= What you should do =
The listing that follows must be retyped exactly, without its pictures.

- - -

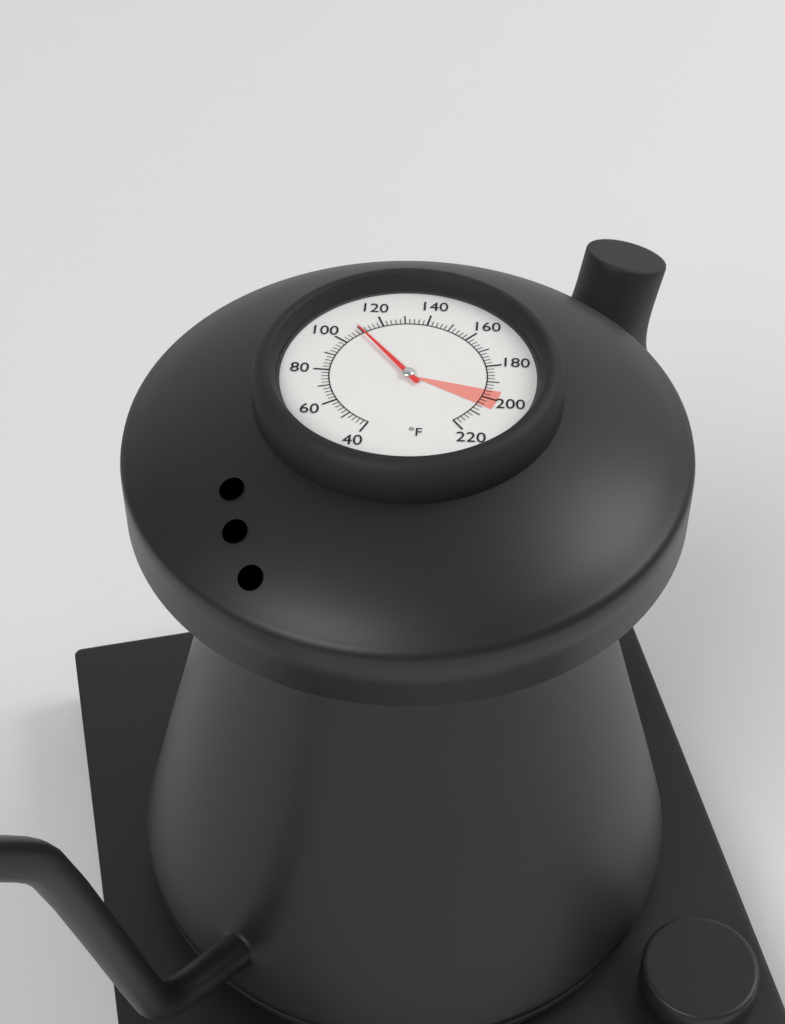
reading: 110 °F
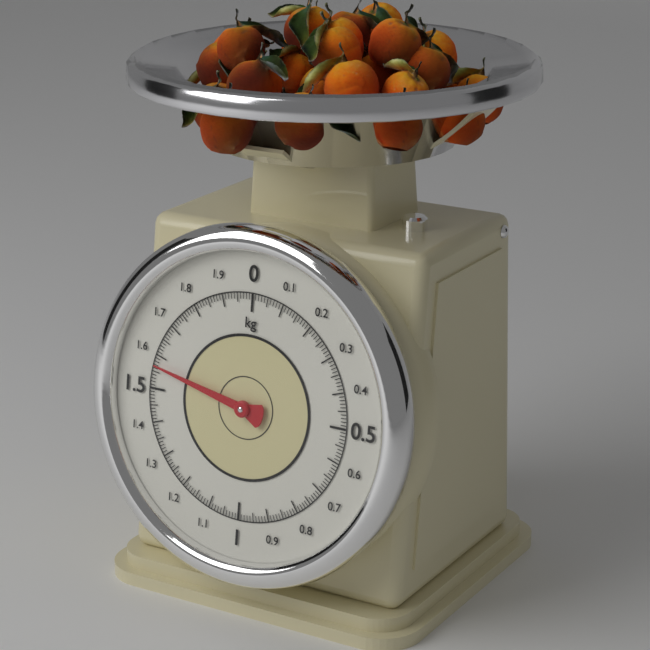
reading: 1.57 kg
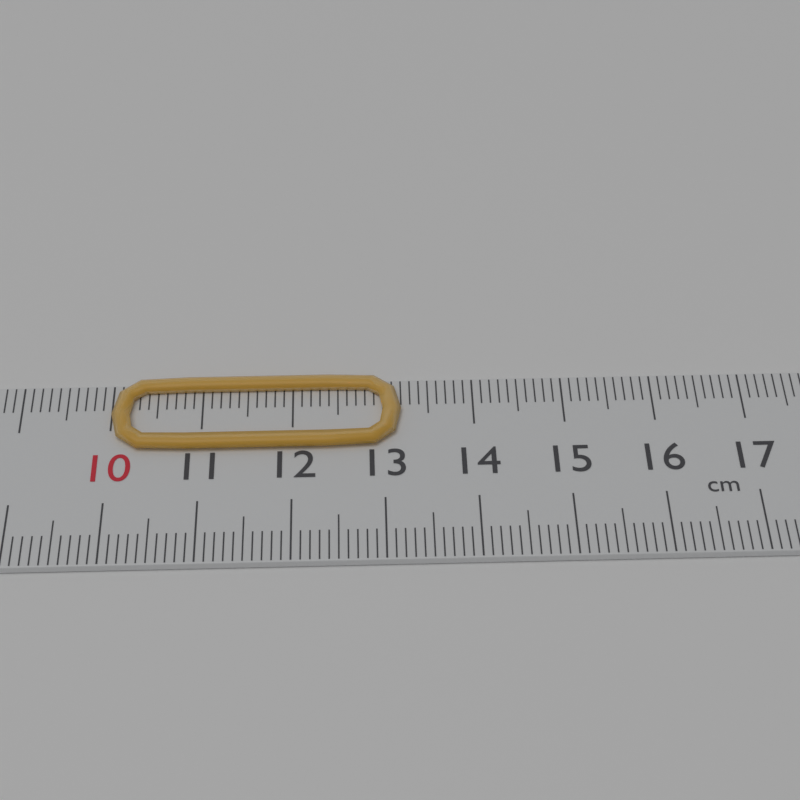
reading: 13.2 cm
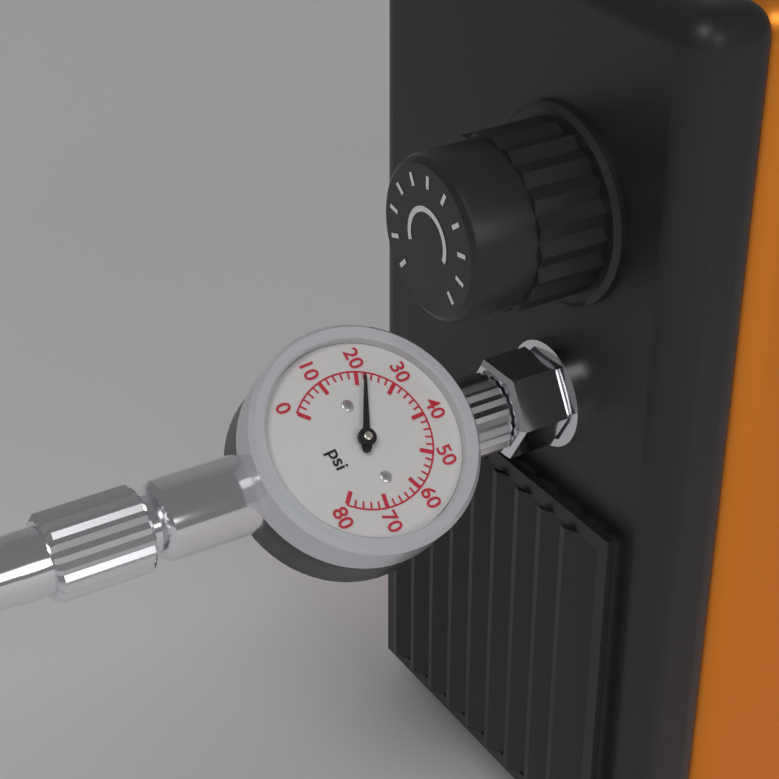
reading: 22 psi
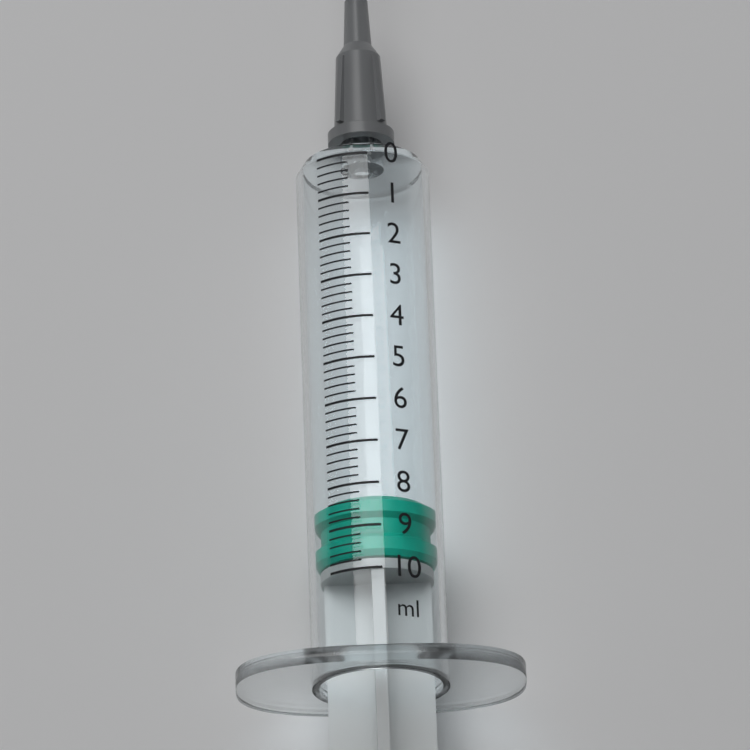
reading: 8.2 ml
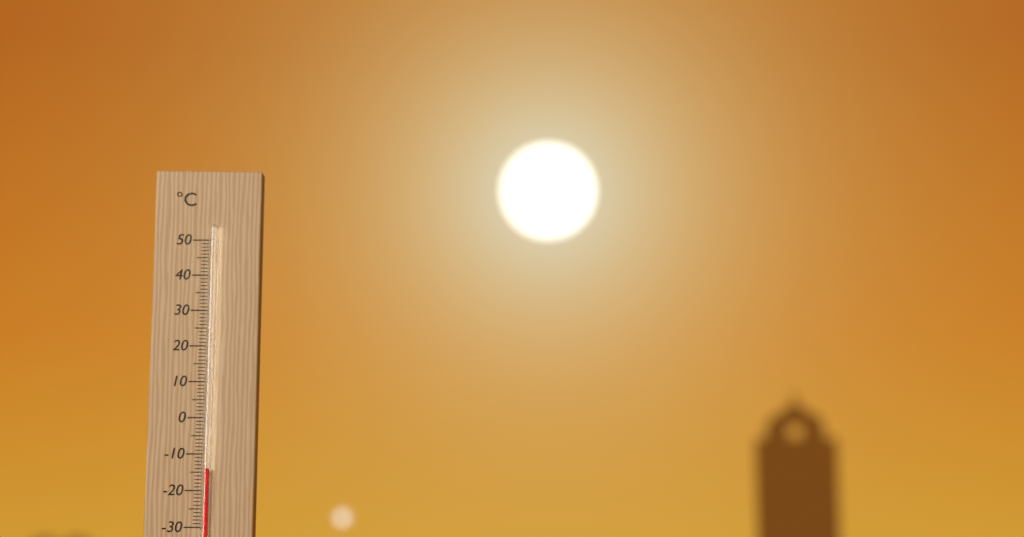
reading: -14 °C
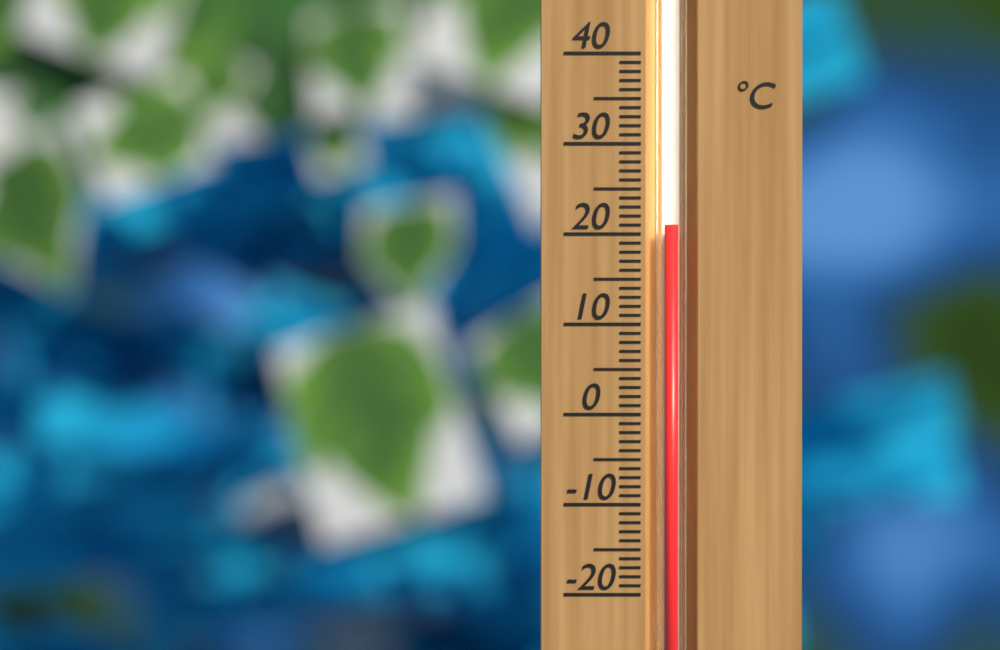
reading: 21 °C
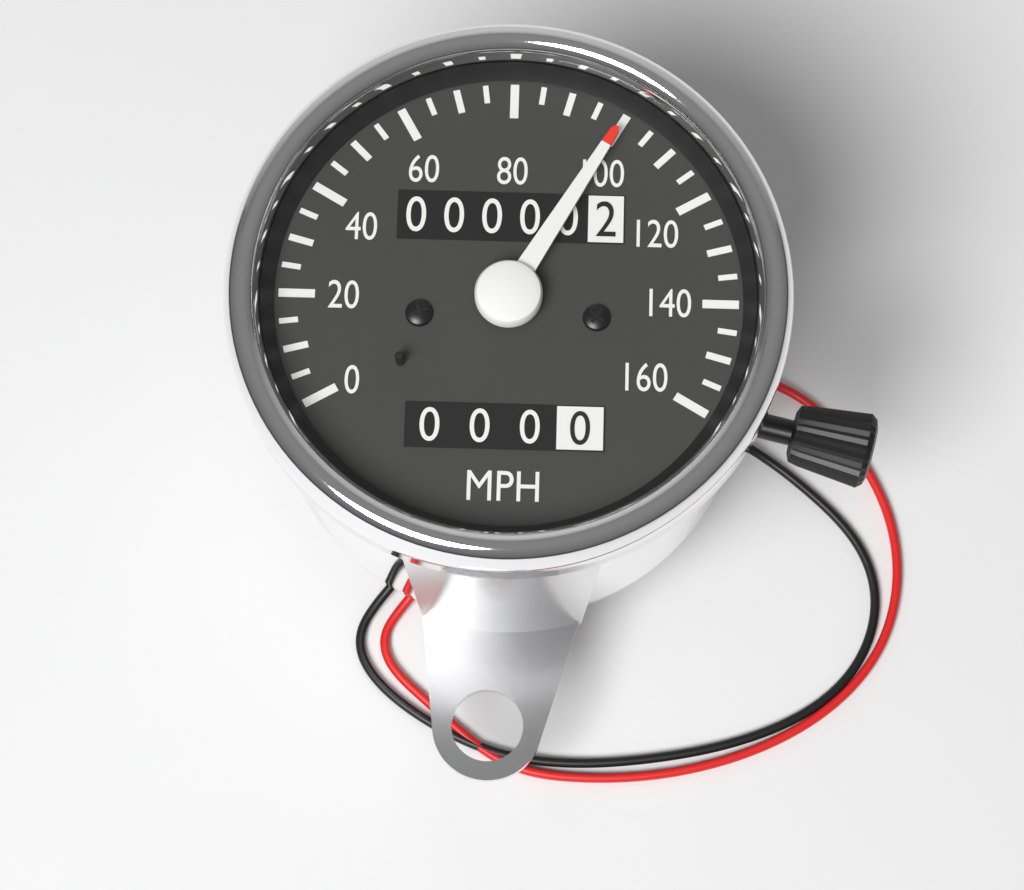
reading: 100 mph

- - -

= Task solution =
reading: 110 °F
reading: 1.57 kg
reading: 13.2 cm
reading: 22 psi
reading: 8.2 ml
reading: -14 °C
reading: 21 °C
reading: 100 mph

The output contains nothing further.